How much do Y chromosome haplogroups shape our views of modern human origins?
The divergent A00 haplogroup roots the modern human Y chromosome tree deeper in time.
Earlier this month I published a piece on Medium about our changing picture of modern human origins in Africa: “Three big insights into our African origins”. There really have been amazing changes during the last few years, and those comments–directed at geneticists–raise many questions about the way forward.
Last year, after the announcement of redating of hominin material from Jebel Irhoud, Morocco, I had a reader question that is very relevant to this topic:
Is the recent redating of "anatomically modern humans" and the reclassification of North African Archaics (like Jebel Irhoud) in part a response to the finding of the introgressed A00 haplogroup?

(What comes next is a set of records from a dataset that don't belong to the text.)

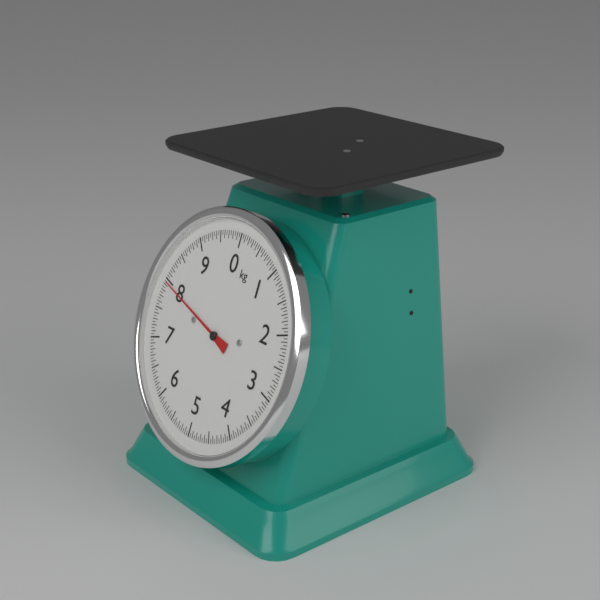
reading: 7.95 kg
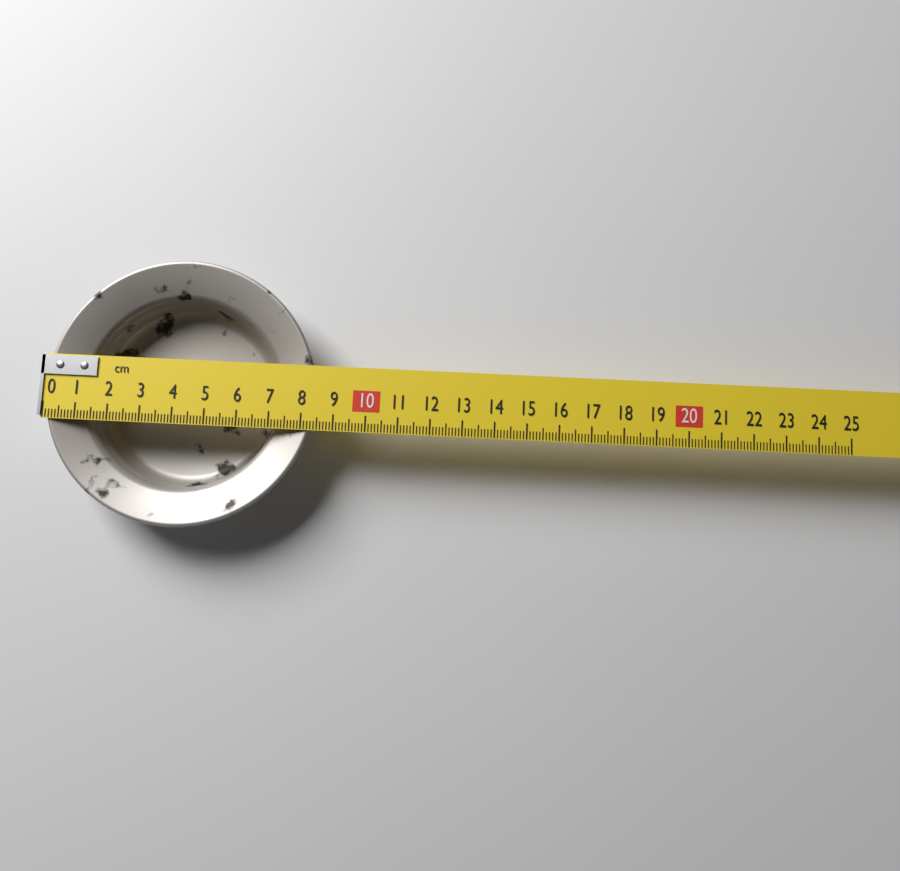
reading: 8.4 cm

This is a great question. It’s hard to say exactly what goes into the background of people’s thinking. The data that tell us something about “early modern” humans has just changed enormously in the last five years.
The A00 haplogroup was described by Fernando Mendez and colleagues back in 2013 (https://doi.org/10.1016/j.ajhg.2013.02.002). It is a Y chromosome branch that seems to diverge from the rest of the modern human Y chromosome tree between 240,000 and 580,000 years ago. It’s found today in some Mbo men from present-day Cameroon, and some African-American men.
That’s very early compared to the rest of the Y chromosome tree. It is not very early compared to the autosomal genome, which shows that African populations started to become genetically differentiated around 300,000 years ago or so.
There’s a suspicion that this haplogroup may have entered recent human populations by interbreeding with a more ancient, diverged branch of archaic humans. It’s possible. The story of African “archaic” humans today is intricate, because we have just enough data to raise questions and not enough data to answer those questions.
For example, the Iwo Eleru skull fragment, from Nigeria, is a specimen that we now recognize is less than 16,000 years old, but is archaic-looking in some details of its anatomy (https://doi.org/10.1371/journal.pone.0024024). Maybe this is a late-surviving pre-modern human population in West Africa that contributed to today’s people in some degree.
There is evidence for “ghost population” contributions to West African people, and central African hunter-gatherers. All of this evidence comes from statistical examination of genomes of living people, and different research groups have come to different conclusions – some point to multiple admixtures, from very ancient, diverged groups that may have been as different as today’s people from Neanderthals, but all within Africa.
Others point to a possible “pre-modern” population, an outgroup to all of today’s modern people but maybe only 400,000 or 500,000 years diverged, that contributed a much bigger fraction of West African genetic ancestry today. I think there’s a good chance that the Jebel Irhoud hominins belonged to such a “pre-modern ghost” population. The anatomy of these crania is not what I think the common ancestor of all of today’s African populations probably looked like. But that’s a guess.
It’s going to be a while before these studies start to converge on a single picture, because they’ve been using different samples and different methodologies.
Honestly, I think the Y chromosome haplotypes are not coming into people’s thinking. The reason for this is that most people now recognize that the uniparental lineages, the mtDNA and Y chromosome, are not very helpful once you get back into the initial stages of diversification of today’s African populations.
The A00 haplogroup does not seem to mark that early diversification, because it isn’t present in Khoesan as far as we know. And if our mtDNA mutational timeline is correct, the autosomal differentiation of Africans started long before the mtDNA “Eve” lived.
Personally, I think these uniparental systems are probably reflecting natural selection on various haplogroups, and the introgression dynamics are driven by their fitness in different environments and genetic backgrounds.